Penix's progenitor was Lorenzo Brown. In 2009, the University of Sioux Falls QB led the Cougars to their second straight NAIA championship. Brown threw for 40 touchdowns and ran for another 16.

"A true dual-threat guy," recalled Washington offensive coordinator Ryan Grubb, who was with DeBoer in the same job back then at Sioux Falls. "He was bananas. If he was 5-foot-11, he might have been somewhere [bigger], but he wasn't."

Penix is more of a dropback QB, but the schemes used by the two programs, 15 years apart, are similar. Brown did not stray far, recently retiring from the Sioux Falls Storm of the Indoor Football League.

"You want to be in a situation where you absolutely have to tell the guys, 'You gotta find ways to stay on the field and find a way to stay wildly aggressive,' Grubb said of his offense. "When you're really humming, you're living in that [effective] area."

Evidence: The wide-open Huskies held the ball for 36 minutes last Monday in their 37-31 win over Texas in the Sugar Bowl semifinal.

A victory this Monday would mark a breakthrough of another kind. No champion in recent memory has relied so much on the pass. Washington throws the ball 57% of the time. That's the highest ratio among all 40 teams that have played in the 10-year history of the CFP.

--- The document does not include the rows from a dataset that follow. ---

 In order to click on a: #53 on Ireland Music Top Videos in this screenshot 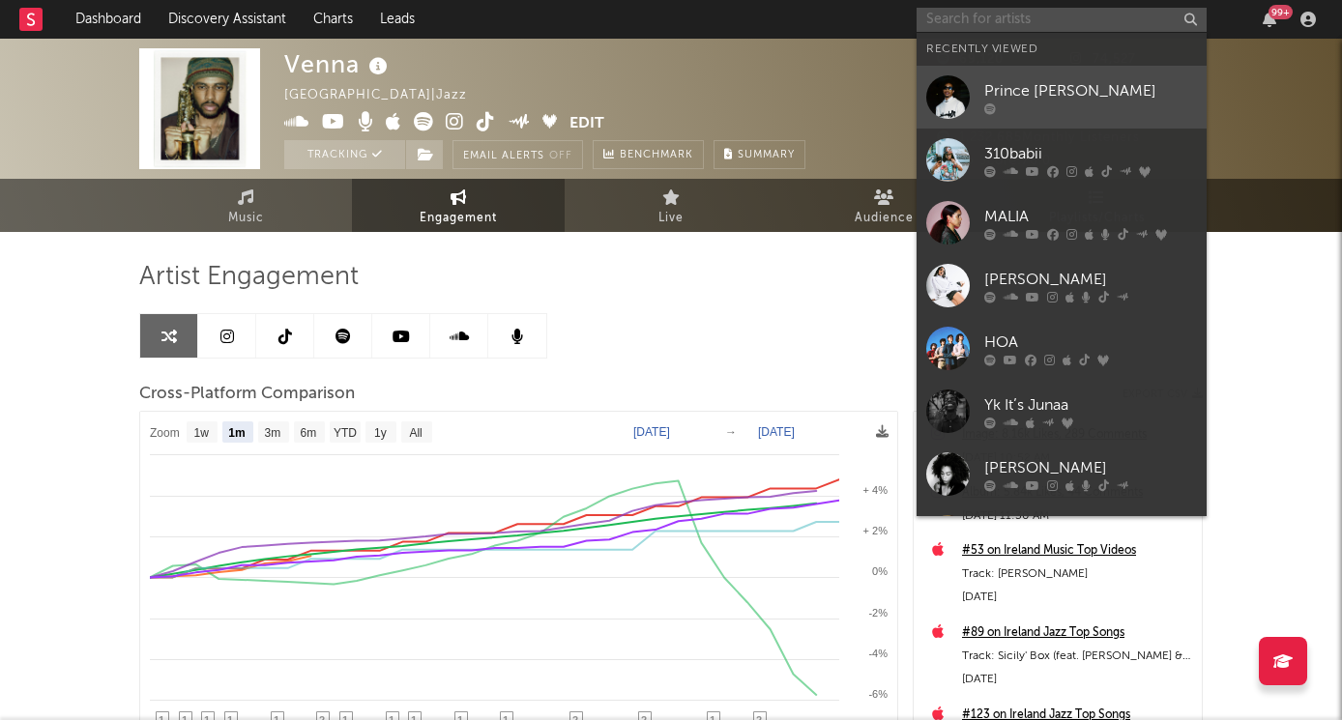, I will do `click(1077, 551)`. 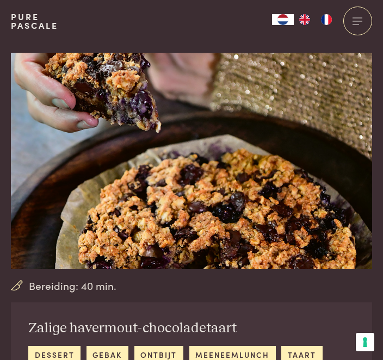 I want to click on a: PurePascale, so click(x=34, y=21).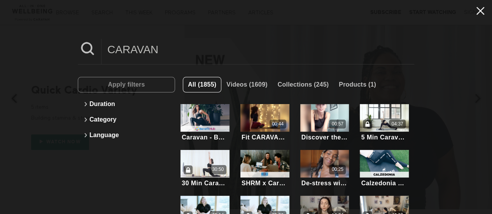  Describe the element at coordinates (357, 85) in the screenshot. I see `button: Products (1)` at that location.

Throw in the fact no team has won a championship in the BCS era (since 1998) with a defense ranked as low as the one Washington fields (97th in total defense, 404 yards per game), and we might see the most offense-reliant champion of the modern era.

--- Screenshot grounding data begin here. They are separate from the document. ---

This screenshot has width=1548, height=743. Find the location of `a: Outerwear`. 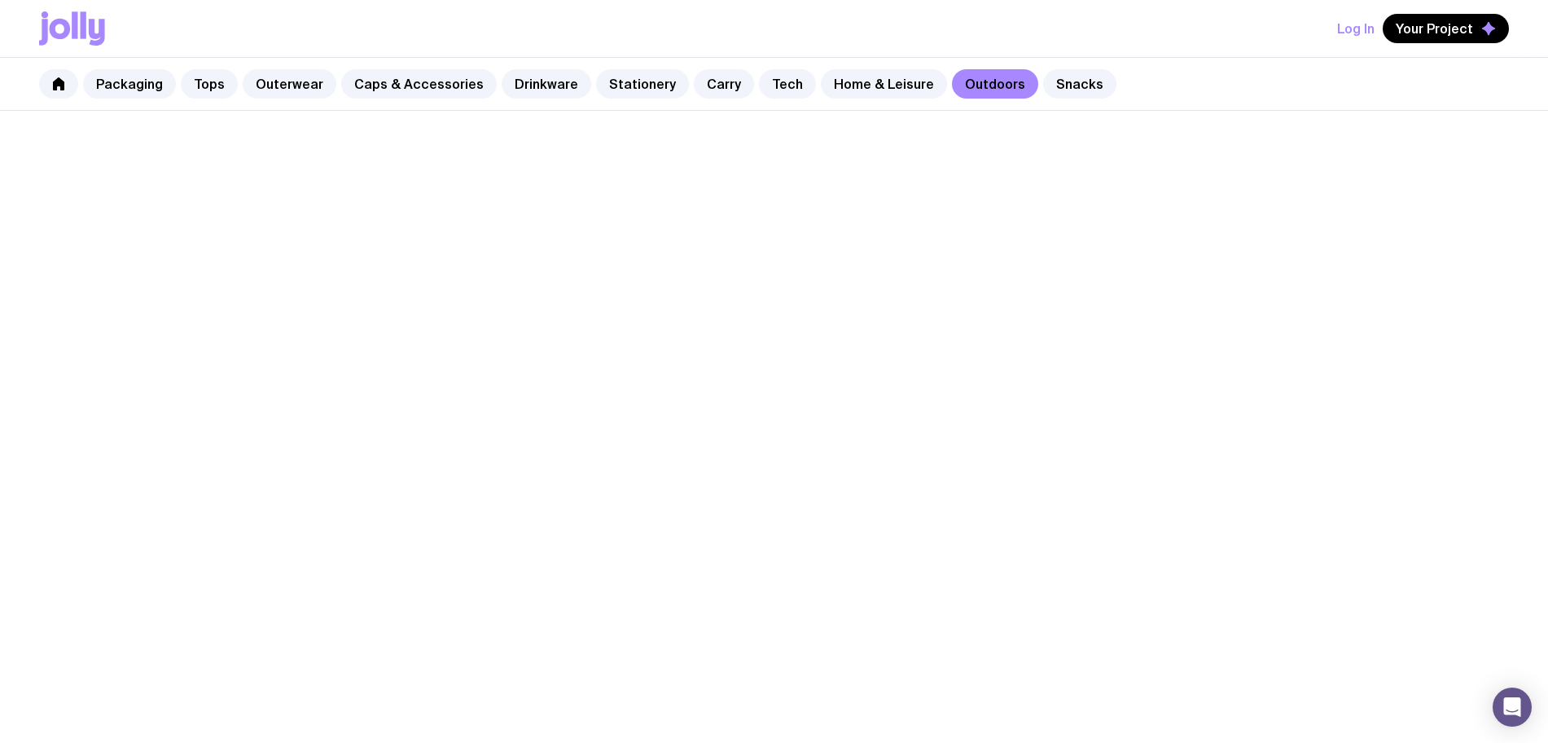

a: Outerwear is located at coordinates (289, 84).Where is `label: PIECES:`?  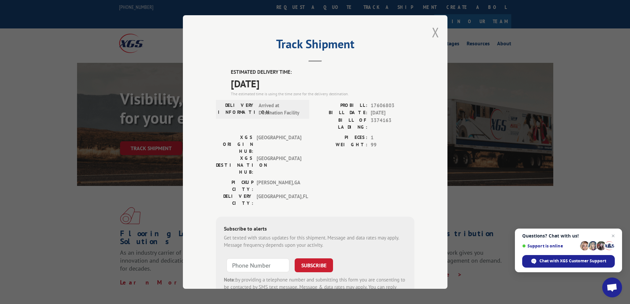 label: PIECES: is located at coordinates (342, 138).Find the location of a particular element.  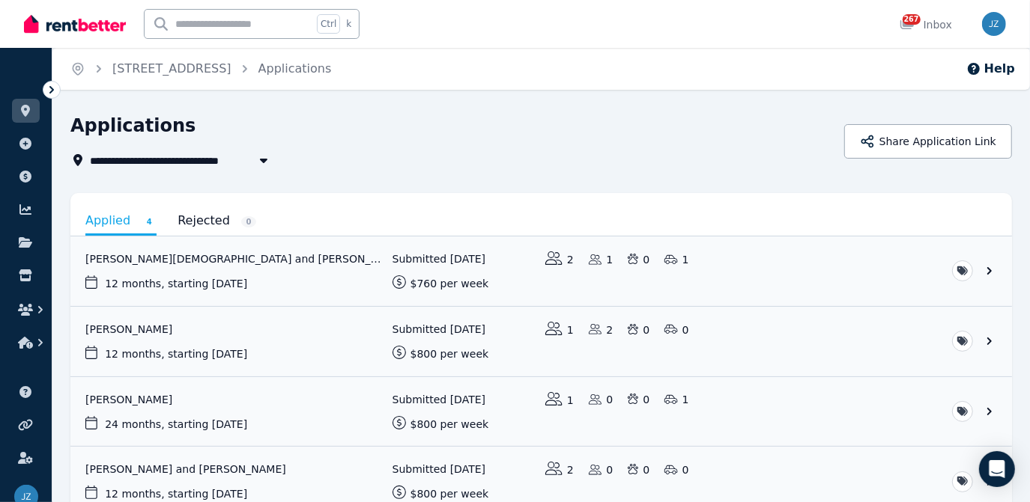

a: Applications is located at coordinates (295, 68).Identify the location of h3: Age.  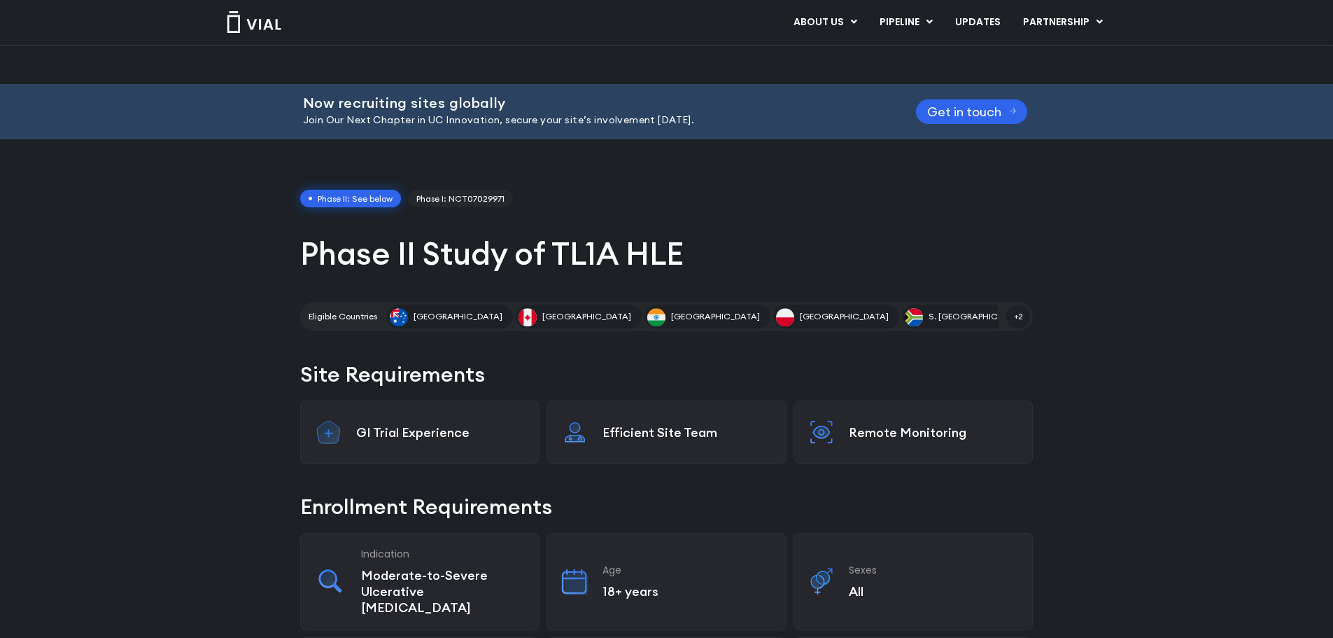
(687, 570).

But this team wins in a subtler way.

Texas' defense was literally unable to touch Penix in the Sugar Bowl. The Longhorns neither registered a QB hurry nor a sack over 39 pass attempts. Penix's 430-yard passing day was the seventh of 400+ yards in his career, all since mid-2022.

Pac-12 Network analyst Yogi Roth conducted that preseason interview with Penix. He believes 2020 Alabama is a better comparison to Washington. That national championship team featured Mac Jones, who was third nationally in passing throwing to Heisman winner DeVonta Smith and John Mechie III.

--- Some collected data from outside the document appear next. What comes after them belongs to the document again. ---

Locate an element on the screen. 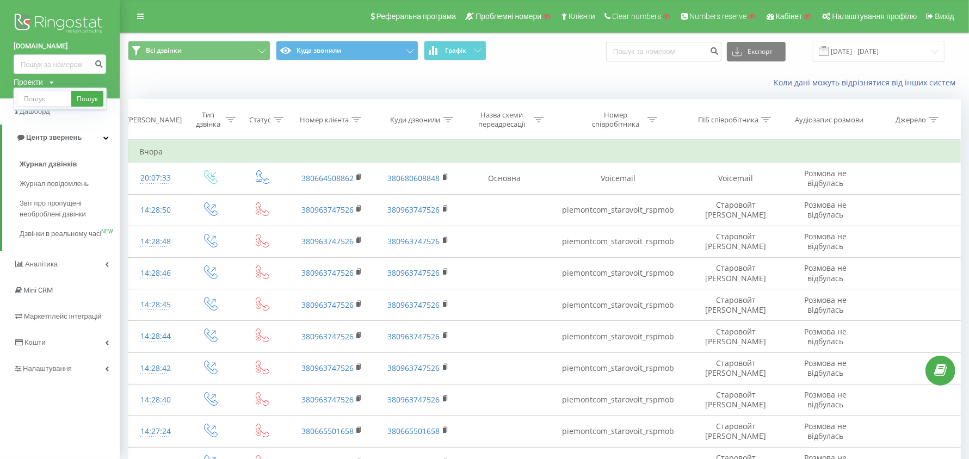 Image resolution: width=969 pixels, height=459 pixels. div: 14:28:40 is located at coordinates (156, 400).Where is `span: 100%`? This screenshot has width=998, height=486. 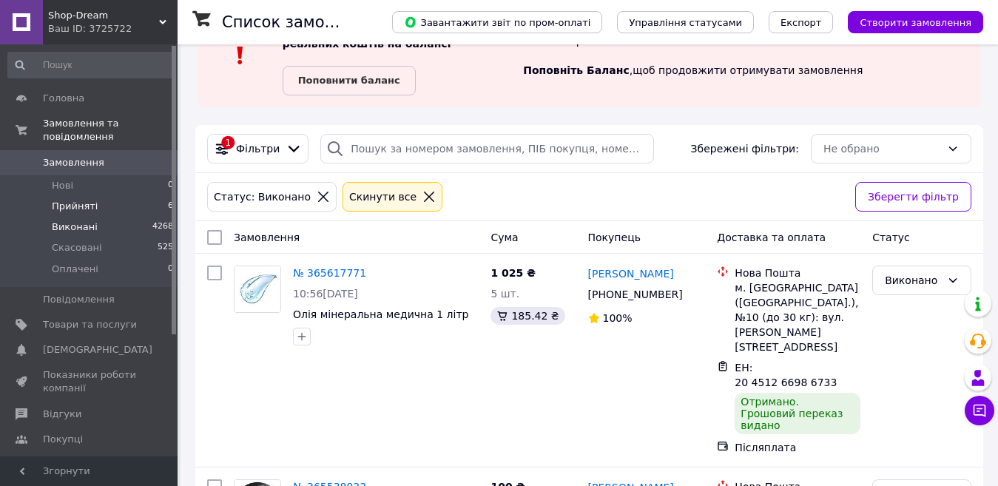 span: 100% is located at coordinates (618, 318).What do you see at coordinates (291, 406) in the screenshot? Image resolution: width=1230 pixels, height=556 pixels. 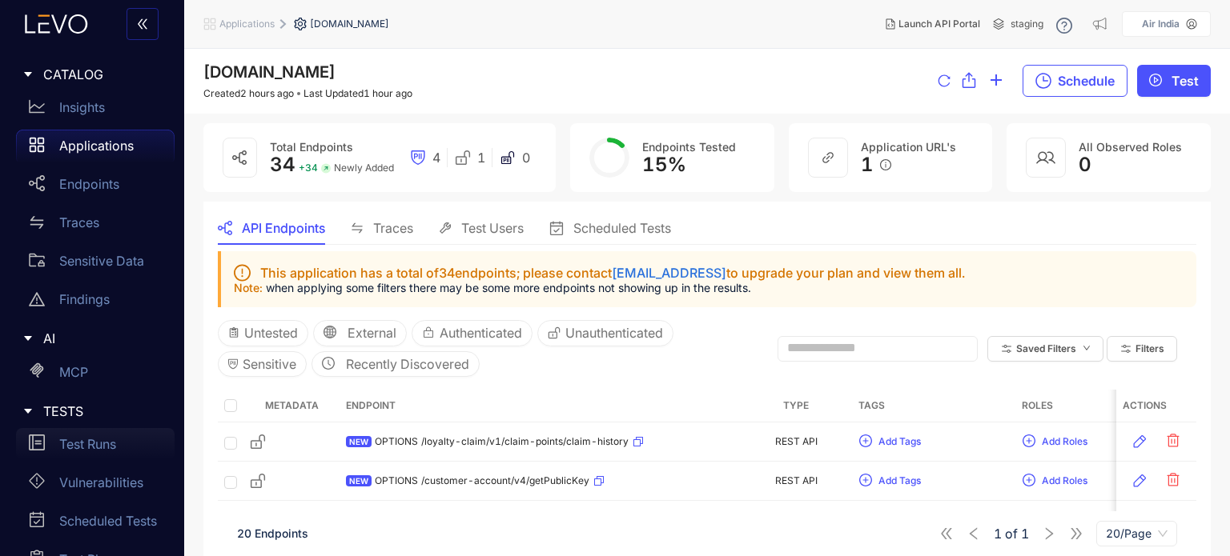 I see `th: Metadata` at bounding box center [291, 406].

"I believe in the philosophy of, throw to guys who are moving as opposed to players who are static," Roth said. "You watch DeVonta Smith and [others] who are moving down the field with deep crossing routes. ... Those are the same things that Washington is doing with Michael Penix Jr."

No one is ashamed of it at Washington, especially Penix. Seattle has wrapped the Florida kid in a warm embrace. The Montlake area -- where the university is located -- is one of the most lovely and football-mad places in the country.

"One day, I was actually sitting on the roof of one the apartment buildings around here. I was looking at the city of Seattle," Penix said before the season. "I never saw anything so beautiful growing up."

Prospects Dylan Morris and Sam Huard were at one time known as UW's quarterbacks of the future. Penix beat them out with his combination of arm strength, left-handedness and panache. Huard has already transferred. Morris will be Penix's backup Monday night, chasing a ring after already announcing his transfer to James Madison.

"I was sitting behind a guy who finished second in the Heisman, and in my opinion, should have won it," said Morris, sounding like it was a story he'll tell his grandchildren.

With Penix as Washington's centerpiece, DeBoer may have flipped a roster better than any coach yet in the transfer portal era. Leading rusher Dillon Johnson is a transfer. So are both leading receivers, though Polk transferred in from Texas Tech under Lake.

DeBoer has done it all in just a couple of years. Deion Sanders added three wins to Colorado's 2022 total in his first year. Lincoln Riley is 8-7 since starting 11-1 at USC. DeBoer is 25-2 in two seasons.

Counting his time at Fresno State, he is the third-winningest active coach behind Georgia's Kirby Smart and Ohio State's Ryan Day. Washington has the nation's longest winning streak at 21 games.

As for Penix, who has led the program to those victories?

"I think it makes him the best player in the country," DeBoer concluded.

The final verdict comes Monday night. To this point, Penix has taken over everything at Washington -- the town, the team and his career. He has another way of putting it.

"A lot of heartbreak, a lot of tears -- a lot of surgeons," the quarterback said.